Author : Yannis Toussulis
Publisher : Quest Books
Page : 313 pages
File Size : 20,96 MB
Release : 2012-12-19
Category : Religion
ISBN : 0835630307
Gold Winner of the 2012 Benjamin Franklin Award and the 2012 Independent Publisher Book Award! This is a definitive book on the Sufi “way of blame” that addresses the cultural life of Sufism in its entirety. Originating in ninth-century Persia, the “way of blame” (Arab. malamatiyya) is a little-known tradition within larger Sufism that focused on the psychology of egoism and engaged in self-critique. Later, the term referred to those Sufis who shunned Islamic literalism and formalism, thus being worthy of “blame.” Yannis Toussulis may be the first to explore the relation between this controversial movement and the larger tradition of Sufism, as well as between Sufism and Islam generally, throughout history to the present. Both a Western professor of the psychology of religion and a Sufi practitioner, Toussulis has studied malamatiyya for over a decade. Explaining Sufism as a lifelong practice to become a “perfect mirror in which God contemplates Himself,” he draws on and critiques contemporary interpretations by G. I Gurdjieff, J. G. Bennett, and Idries Shah, as well as on Frithjof Schuon, Martin Lings, and Seyyed Hossein Nasr. He also contributes personal research conducted with one of the last living representatives of the way of blame in Turkey today, Mehmet Selim Ozic.
Author : Lloyd Ridgeon
Publisher : Cambridge University Press
Page : 331 pages
File Size : 46,1 MB
Release : 2015
Category : History
ISBN : 1107018307
This book traces the evolution of Sufism from the formative period to the present.

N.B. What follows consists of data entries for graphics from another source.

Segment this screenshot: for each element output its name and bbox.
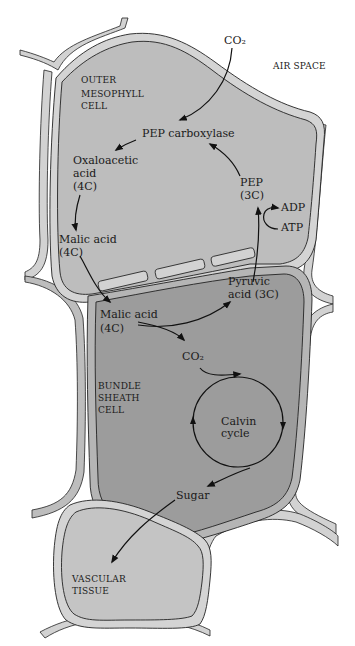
label-air-space: AIR SPACE — [272, 61, 326, 71]
label-bundle-sheath-2: SHEATH — [98, 393, 140, 403]
label-malic-bundle-2: (4C) — [100, 322, 124, 335]
label-co2-in: CO₂ — [224, 34, 246, 47]
label-bundle-sheath-1: BUNDLE — [98, 381, 141, 391]
label-pep-1: PEP — [240, 176, 263, 189]
label-malic-meso-1: Malic acid — [59, 233, 117, 246]
label-pep-carboxylase: PEP carboxylase — [142, 127, 235, 140]
c4-pathway-diagram: AIR SPACE OUTER MESOPHYLL CELL CO₂ PEP c… — [0, 0, 355, 646]
label-oxaloacetic-3: (4C) — [73, 180, 97, 193]
label-outer-mesophyll-1: OUTER — [81, 75, 116, 85]
label-oxaloacetic-1: Oxaloacetic — [73, 154, 138, 167]
label-pyruvic-2: acid (3C) — [228, 288, 279, 301]
label-vascular-1: VASCULAR — [71, 574, 126, 584]
label-sugar: Sugar — [176, 489, 210, 502]
label-pep-2: (3C) — [240, 189, 264, 202]
label-bundle-sheath-3: CELL — [98, 405, 124, 415]
label-outer-mesophyll-2: MESOPHYLL — [81, 89, 144, 99]
label-atp: ATP — [280, 221, 304, 234]
label-calvin-2: cycle — [221, 427, 250, 440]
label-vascular-2: TISSUE — [72, 586, 109, 596]
label-oxaloacetic-2: acid — [73, 167, 96, 180]
label-malic-meso-2: (4C) — [59, 246, 83, 259]
label-adp: ADP — [280, 201, 306, 214]
label-malic-bundle-1: Malic acid — [100, 308, 158, 321]
label-outer-mesophyll-3: CELL — [81, 101, 107, 111]
label-pyruvic-1: Pyruvic — [228, 275, 270, 288]
label-co2-bundle: CO₂ — [182, 350, 204, 363]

Author : Abū l-Ḥasan al- Sīrǧānī
Publisher : BRILL
Page : 583 pages
File Size : 44,88 MB
Release : 2012-05-11
Category : Religion
ISBN : 9004216774
This work is a critical Arabic text edition of K. al-Bayad wa-l-sawad min khasa'is hikam al-ibad fi na't al-murid wa-l-murad, a substantial Sufi handbook of early Sufism.
Author : Muhammad Ali Aziz
Publisher : Bloomsbury Publishing
Page : 297 pages
File Size : 29,22 MB
Release : 2011-03-30
Category : Religion
ISBN : 0857719602
Scholar, mystic and visionary, Ibn 'Alwan lived through the transition from Ayyubid to Rasulid rule in thirteenth-century Yemen. He was well known in his time for his critique of the ruling elites and their governance, and left behind a substantial body of writings on Islamic mysticism, theology, law and exegesis of the Qur'an. Here Muhammad Aziz presents a comprehensive portrait of Ibn 'Alwan, delineating the religious and political background in Yemen, the development of Sufi orders, the interplay between Sufi, Shi'i and Sunni traditions, and the impact of Ibn 'Alwan on the history of Sufism and Islam. The first study of Ibn 'Alwan in English, "Religion and Mysticism in Early Islam" is essential reading for all those interested in mysticism, early Islam, Sufism, and religion and history more generally.